It was an alarming, even sickening, suggestion: Farmers in Zimbabwe hit hard by drought should farm maggots to feed their animals and boost their household incomes
NYANGAMBE, Zimbabwe — At first, the suggestion to try farming maggots spooked Mari Choumumba and other farmers in Nyangambe, a region in southeastern Zimbabwe where drought wiped out the staple crop of corn.
After multiple cholera outbreaks in the southern African nation resulting from extreme weather and poor sanitation, flies were largely seen as something to exterminate, not breed.
“We were alarmed,” Choumumba said, recalling a community meeting where experts from the government and the United States Agency for International Development, or USAID, broached the idea.
People had flocked to the gathering in hope of news about food aid. But many stepped back when told it was about training on farming maggots for animal feed and garden manure.
“People were like, ‘What? These are flies, flies bring cholera’,” Choumumba said.
A year later, the 54-year-old walks with a smile to a smelly cement pit covered by wire mesh where she feeds rotting waste to maggots — her new meal ticket.
After harvesting the insects about once a month, Choumumba turns them into protein-rich feed for her free-range chickens that she eats and sells.
Up to 80% of chicken production costs were gobbled up by feed for rural farmers before they took up maggot farming. Many couldn’t afford the $35 charged by stores for a 50-kilogram (about 110-pound) bag of poultry feed, said Francis Makura, a specialist with a USAID program aimed at broadening revenue streams for farmers affected by climate change.
But maggot farming reduces production costs by about 40%, he said.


WHAT TO PRODUCE
All of the data below should be output exactly as given.

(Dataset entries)
◆ ◆ ◆ ◆

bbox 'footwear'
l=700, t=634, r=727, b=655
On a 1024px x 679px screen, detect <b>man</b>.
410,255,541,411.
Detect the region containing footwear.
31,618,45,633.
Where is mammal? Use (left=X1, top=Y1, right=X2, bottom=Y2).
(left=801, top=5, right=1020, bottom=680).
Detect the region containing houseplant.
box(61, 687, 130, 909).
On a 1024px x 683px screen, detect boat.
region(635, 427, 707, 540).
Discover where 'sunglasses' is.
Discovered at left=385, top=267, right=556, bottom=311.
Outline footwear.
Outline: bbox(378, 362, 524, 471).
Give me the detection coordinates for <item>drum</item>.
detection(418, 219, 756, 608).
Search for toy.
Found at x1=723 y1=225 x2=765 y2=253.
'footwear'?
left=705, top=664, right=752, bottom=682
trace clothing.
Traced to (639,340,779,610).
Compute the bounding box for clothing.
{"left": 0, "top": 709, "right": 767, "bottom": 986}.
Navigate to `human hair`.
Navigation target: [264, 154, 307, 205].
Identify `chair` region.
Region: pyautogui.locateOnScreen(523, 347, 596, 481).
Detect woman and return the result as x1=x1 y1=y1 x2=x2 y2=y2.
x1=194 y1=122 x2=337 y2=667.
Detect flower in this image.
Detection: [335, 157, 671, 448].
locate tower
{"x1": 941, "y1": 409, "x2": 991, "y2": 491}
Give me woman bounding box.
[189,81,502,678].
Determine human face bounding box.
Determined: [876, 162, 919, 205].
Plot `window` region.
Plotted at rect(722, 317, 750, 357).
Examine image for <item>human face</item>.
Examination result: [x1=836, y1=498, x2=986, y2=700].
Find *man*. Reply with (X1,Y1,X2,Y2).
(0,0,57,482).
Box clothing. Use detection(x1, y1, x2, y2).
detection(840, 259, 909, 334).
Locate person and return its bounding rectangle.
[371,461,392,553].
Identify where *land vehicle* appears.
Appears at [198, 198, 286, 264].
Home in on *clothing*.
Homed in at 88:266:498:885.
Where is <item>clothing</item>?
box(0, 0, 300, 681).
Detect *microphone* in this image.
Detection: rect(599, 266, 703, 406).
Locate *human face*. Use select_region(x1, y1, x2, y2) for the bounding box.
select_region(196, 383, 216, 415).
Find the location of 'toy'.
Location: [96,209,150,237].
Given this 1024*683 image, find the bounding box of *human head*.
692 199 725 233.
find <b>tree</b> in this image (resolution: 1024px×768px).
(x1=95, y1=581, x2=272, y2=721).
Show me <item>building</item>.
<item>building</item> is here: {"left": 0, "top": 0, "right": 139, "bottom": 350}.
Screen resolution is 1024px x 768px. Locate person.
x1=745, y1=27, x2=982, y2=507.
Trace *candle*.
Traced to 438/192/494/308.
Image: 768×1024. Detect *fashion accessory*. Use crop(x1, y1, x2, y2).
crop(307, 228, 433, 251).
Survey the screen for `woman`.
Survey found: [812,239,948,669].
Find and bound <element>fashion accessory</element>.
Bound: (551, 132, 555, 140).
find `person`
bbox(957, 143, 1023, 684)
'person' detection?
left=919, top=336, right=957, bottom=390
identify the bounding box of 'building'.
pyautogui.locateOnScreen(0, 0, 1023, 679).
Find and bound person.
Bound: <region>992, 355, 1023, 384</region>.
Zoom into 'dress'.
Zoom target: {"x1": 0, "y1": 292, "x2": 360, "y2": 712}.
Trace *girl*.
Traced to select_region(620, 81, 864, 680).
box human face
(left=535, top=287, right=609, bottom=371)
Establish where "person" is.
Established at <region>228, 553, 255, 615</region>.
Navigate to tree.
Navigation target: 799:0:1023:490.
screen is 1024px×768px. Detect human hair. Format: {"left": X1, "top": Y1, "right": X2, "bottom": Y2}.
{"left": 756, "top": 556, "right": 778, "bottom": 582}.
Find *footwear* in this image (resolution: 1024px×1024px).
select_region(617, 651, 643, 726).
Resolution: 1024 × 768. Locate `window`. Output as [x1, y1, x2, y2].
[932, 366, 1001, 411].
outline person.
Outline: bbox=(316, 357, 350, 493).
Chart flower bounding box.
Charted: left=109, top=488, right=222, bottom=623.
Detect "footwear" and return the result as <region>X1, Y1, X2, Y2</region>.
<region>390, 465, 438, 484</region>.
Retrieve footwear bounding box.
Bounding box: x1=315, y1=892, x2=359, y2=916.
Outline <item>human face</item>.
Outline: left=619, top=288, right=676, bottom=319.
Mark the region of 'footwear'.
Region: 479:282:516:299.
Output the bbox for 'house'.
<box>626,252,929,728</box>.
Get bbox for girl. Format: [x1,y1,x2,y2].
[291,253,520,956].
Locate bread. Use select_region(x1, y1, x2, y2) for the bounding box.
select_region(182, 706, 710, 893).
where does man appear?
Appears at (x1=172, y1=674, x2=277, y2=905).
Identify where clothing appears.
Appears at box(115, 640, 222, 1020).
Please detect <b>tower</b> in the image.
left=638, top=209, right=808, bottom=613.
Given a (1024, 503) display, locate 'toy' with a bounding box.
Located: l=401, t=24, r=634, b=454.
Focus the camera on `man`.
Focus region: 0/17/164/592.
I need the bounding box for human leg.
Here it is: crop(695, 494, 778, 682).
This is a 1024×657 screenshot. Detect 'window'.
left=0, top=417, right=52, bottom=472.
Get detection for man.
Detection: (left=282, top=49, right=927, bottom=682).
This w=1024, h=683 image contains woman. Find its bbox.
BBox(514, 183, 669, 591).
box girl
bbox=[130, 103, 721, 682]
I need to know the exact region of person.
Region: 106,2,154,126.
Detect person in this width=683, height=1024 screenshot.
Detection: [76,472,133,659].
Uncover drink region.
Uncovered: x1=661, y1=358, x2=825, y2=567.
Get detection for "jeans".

◆ ◆ ◆ ◆

EXPECTED ANSWER
bbox 'footwear'
l=700, t=634, r=727, b=655
On a 1024px x 679px screen, detect <b>man</b>.
410,255,541,411.
Detect the region containing footwear.
31,618,45,633.
Where is mammal? Use (left=X1, top=Y1, right=X2, bottom=Y2).
(left=801, top=5, right=1020, bottom=680).
Detect the region containing houseplant.
box(61, 687, 130, 909).
On a 1024px x 683px screen, detect boat.
region(635, 427, 707, 540).
Discover where 'sunglasses' is.
Discovered at left=385, top=267, right=556, bottom=311.
Outline footwear.
Outline: bbox(378, 362, 524, 471).
Give me the detection coordinates for <item>drum</item>.
detection(418, 219, 756, 608).
Search for toy.
Found at x1=723 y1=225 x2=765 y2=253.
'footwear'?
left=705, top=664, right=752, bottom=682
trace clothing.
Traced to (639,340,779,610).
Compute the bounding box for clothing.
{"left": 0, "top": 709, "right": 767, "bottom": 986}.
Navigate to `human hair`.
Navigation target: [264, 154, 307, 205].
Identify `chair` region.
Region: pyautogui.locateOnScreen(523, 347, 596, 481).
Detect woman and return the result as x1=x1 y1=y1 x2=x2 y2=y2.
x1=194 y1=122 x2=337 y2=667.
Detect flower in this image.
Detection: [335, 157, 671, 448].
locate tower
{"x1": 941, "y1": 409, "x2": 991, "y2": 491}
Give me woman bounding box.
[189,81,502,678].
Determine human face bounding box.
Determined: [876, 162, 919, 205].
Plot `window` region.
Plotted at rect(722, 317, 750, 357).
Examine image for <item>human face</item>.
Examination result: [x1=836, y1=498, x2=986, y2=700].
Find *man*. Reply with (X1,Y1,X2,Y2).
(0,0,57,482).
Box clothing. Use detection(x1, y1, x2, y2).
detection(840, 259, 909, 334).
Locate person and return its bounding rectangle.
[371,461,392,553].
Identify where *land vehicle* appears.
Appears at [198, 198, 286, 264].
Home in on *clothing*.
Homed in at 88:266:498:885.
Where is <item>clothing</item>?
box(0, 0, 300, 681).
Detect *microphone* in this image.
Detection: rect(599, 266, 703, 406).
Locate *human face*. Use select_region(x1, y1, x2, y2) for the bounding box.
select_region(196, 383, 216, 415).
Find the location of 'toy'.
Location: [96,209,150,237].
Given this 1024*683 image, find the bounding box of *human head*.
692 199 725 233.
find <b>tree</b> in this image (resolution: 1024px×768px).
(x1=95, y1=581, x2=272, y2=721).
Show me <item>building</item>.
<item>building</item> is here: {"left": 0, "top": 0, "right": 139, "bottom": 350}.
Screen resolution is 1024px x 768px. Locate person.
x1=745, y1=27, x2=982, y2=507.
Trace *candle*.
Traced to 438/192/494/308.
Image: 768×1024. Detect *fashion accessory*. Use crop(x1, y1, x2, y2).
crop(307, 228, 433, 251).
Survey the screen for `woman`.
Survey found: [812,239,948,669].
Find and bound <element>fashion accessory</element>.
Bound: (551, 132, 555, 140).
find `person`
bbox(957, 143, 1023, 684)
'person' detection?
left=919, top=336, right=957, bottom=390
identify the bounding box of 'building'.
pyautogui.locateOnScreen(0, 0, 1023, 679).
Find and bound person.
Bound: <region>992, 355, 1023, 384</region>.
Zoom into 'dress'.
Zoom target: {"x1": 0, "y1": 292, "x2": 360, "y2": 712}.
Trace *girl*.
Traced to select_region(620, 81, 864, 680).
box human face
(left=535, top=287, right=609, bottom=371)
Establish where "person" is.
Established at <region>228, 553, 255, 615</region>.
Navigate to tree.
Navigation target: 799:0:1023:490.
screen is 1024px×768px. Detect human hair. Format: {"left": X1, "top": Y1, "right": X2, "bottom": Y2}.
{"left": 756, "top": 556, "right": 778, "bottom": 582}.
Find *footwear* in this image (resolution: 1024px×1024px).
select_region(617, 651, 643, 726).
Resolution: 1024 × 768. Locate `window`. Output as [x1, y1, x2, y2].
[932, 366, 1001, 411].
outline person.
Outline: bbox=(316, 357, 350, 493).
Chart flower bounding box.
Charted: left=109, top=488, right=222, bottom=623.
Detect "footwear" and return the result as <region>X1, Y1, X2, Y2</region>.
<region>390, 465, 438, 484</region>.
Retrieve footwear bounding box.
Bounding box: x1=315, y1=892, x2=359, y2=916.
Outline <item>human face</item>.
Outline: left=619, top=288, right=676, bottom=319.
Mark the region of 'footwear'.
Region: 479:282:516:299.
Output the bbox for 'house'.
<box>626,252,929,728</box>.
Get bbox for girl. Format: [x1,y1,x2,y2].
[291,253,520,956].
Locate bread. Use select_region(x1, y1, x2, y2) for the bounding box.
select_region(182, 706, 710, 893).
where does man appear?
Appears at (x1=172, y1=674, x2=277, y2=905).
Identify where clothing appears.
Appears at box(115, 640, 222, 1020).
Please detect <b>tower</b> in the image.
left=638, top=209, right=808, bottom=613.
Given a (1024, 503) display, locate 'toy' with a bounding box.
Located: l=401, t=24, r=634, b=454.
Focus the camera on `man`.
Focus region: 0/17/164/592.
I need the bounding box for human leg.
Here it is: crop(695, 494, 778, 682).
This is a 1024×657 screenshot. Detect 'window'.
left=0, top=417, right=52, bottom=472.
Get detection for man.
Detection: (left=282, top=49, right=927, bottom=682).
This w=1024, h=683 image contains woman. Find its bbox.
BBox(514, 183, 669, 591).
box girl
bbox=[130, 103, 721, 682]
I need to know the exact region of person.
Region: 106,2,154,126.
Detect person in this width=683, height=1024 screenshot.
Detection: [76,472,133,659].
Uncover drink region.
Uncovered: x1=661, y1=358, x2=825, y2=567.
Get detection for "jeans".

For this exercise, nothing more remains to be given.